Dad lowered his arm to his side.

“All that hurt came right back to the surface and I had to—I wanted to have some time to deal with it on my own. Knowing that another woman bore my husband’s child while we were married…” She paused. The rest of us could only sit there and wait and feel sick over the fact that she had to say something like that. “I forgave him for the affair, and this doesn’t change that, since neither of us knew about Brandon before last week, but it doesn’t make it hurt any less. And I can’t not feel devastated and angry all over again. I am, and I do, just like it happened yesterday.” She turned to Dad, laying her hand on his cheek. “And at the same time, I’m grieving with you for missing his whole life.” She started to cry, shaking her head like she couldn’t understand her own emotions.

Dad didn’t hesitate to take her in his arms then, and she went to him.

I struggled, watching them embrace, still feeling emotional pulls in opposite directions. Beside me, Selena’s posture went rigid.

“So is that it? Whoops, Dad had a kid, let’s all get over it?” Selena wasn’t pulling any punches. Our parents let go of each other.

“Selena, no,” Mom said, her voice thicker than usual, her accent growing more prominent. “No one is just getting over this. We’re all going to have to hurt and grieve in our own way. We’ll help each other, and we’ll get help together, okay?” Her eyes moved to include me. Before she could say anything else, Dad was talking.

“I’m sorry,” he said to me and Selena. “I didn’t just hurt my wife—I hurt both of you. I wasn’t any kind of man back then, and I want better for you than your mom got in me.” His eyes moved slowly to my face. “I’m sorry and I hope someday you’ll be able to forgive me.”

My eyes stung looking at him. I wanted that too, but it wasn’t as easy to feel. I didn’t know if I could ever get back there. Mom must have seen some of the conflict I was feeling, because she addressed me and Selena straight on.

“You’re not little kids anymore. I can’t tell you to hug and make up. You understand what’s going on here and we’re not going to hide the reality of this situation from you. What we are doing is telling you that your Dad and I are staying together. As much as all this hurts right now, it happened twenty years ago. Dad and I have worked hard at our marriage and loving each other these past decades and we’re not—” she stole a quick glance at Dad “—I’m not going to discount that. The truth is, we’re neither of us the same selfish and immature people we were when we first got married. Back then, I was too in love with myself to love anyone else the way I should have. I wanted to quit, so I did, and it was the biggest mistake of my life.”

“I should have gone after you,” Dad said, gazing at her. “I was a coward and a fool, and I will regret every second that we were apart until the day I die.”

The regret clawing though Dad’s voice brought goose bumps to my skin.
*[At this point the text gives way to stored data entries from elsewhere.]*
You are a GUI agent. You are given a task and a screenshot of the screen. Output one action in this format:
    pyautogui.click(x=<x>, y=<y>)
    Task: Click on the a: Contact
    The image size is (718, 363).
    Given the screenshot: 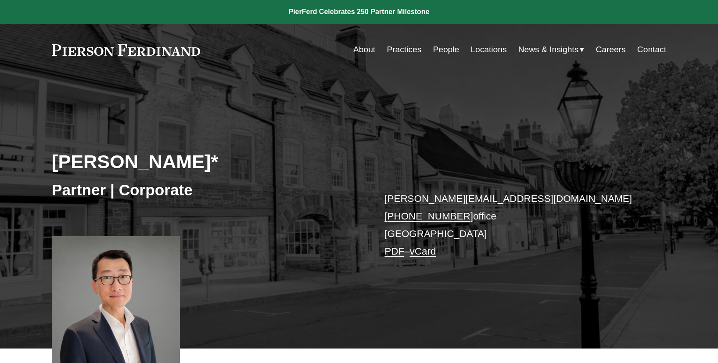 What is the action you would take?
    pyautogui.click(x=652, y=50)
    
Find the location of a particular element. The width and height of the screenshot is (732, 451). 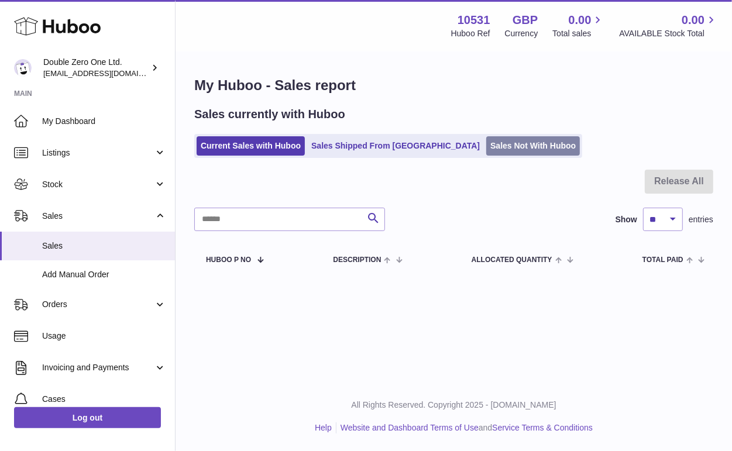

span: Huboo P no is located at coordinates (228, 260).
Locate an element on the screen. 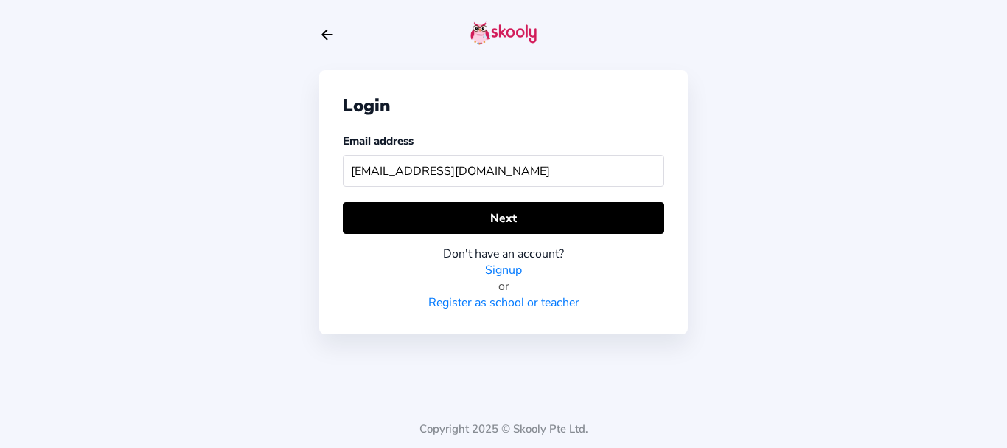  div: Login is located at coordinates (504, 105).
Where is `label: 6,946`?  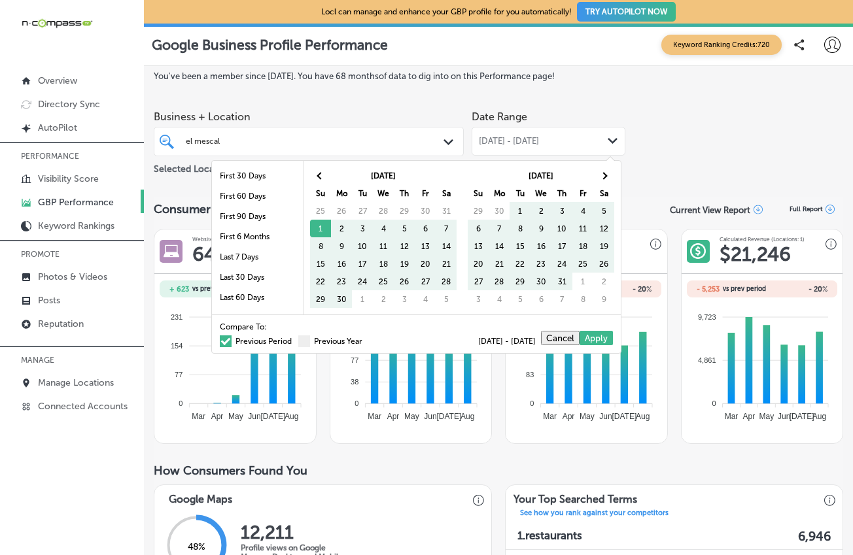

And it was more than his words and hers; it was the way they looked at each other when they said them. It was so naked that I had to look away. But the second I did, my gaze fell on Selena and the tears swimming in her eyes. They were for our parents, for the scene before us and the love no one in that room could deny, but I felt them for someone else too.

Whatever equilibrium I’d regained watching my parents recommit themselves to each other and our family lurched away. There was one other big question that hadn’t been answered.

“Mom,” I said, slowing after that because I needed to pick my words very carefully. “What about Brandon?”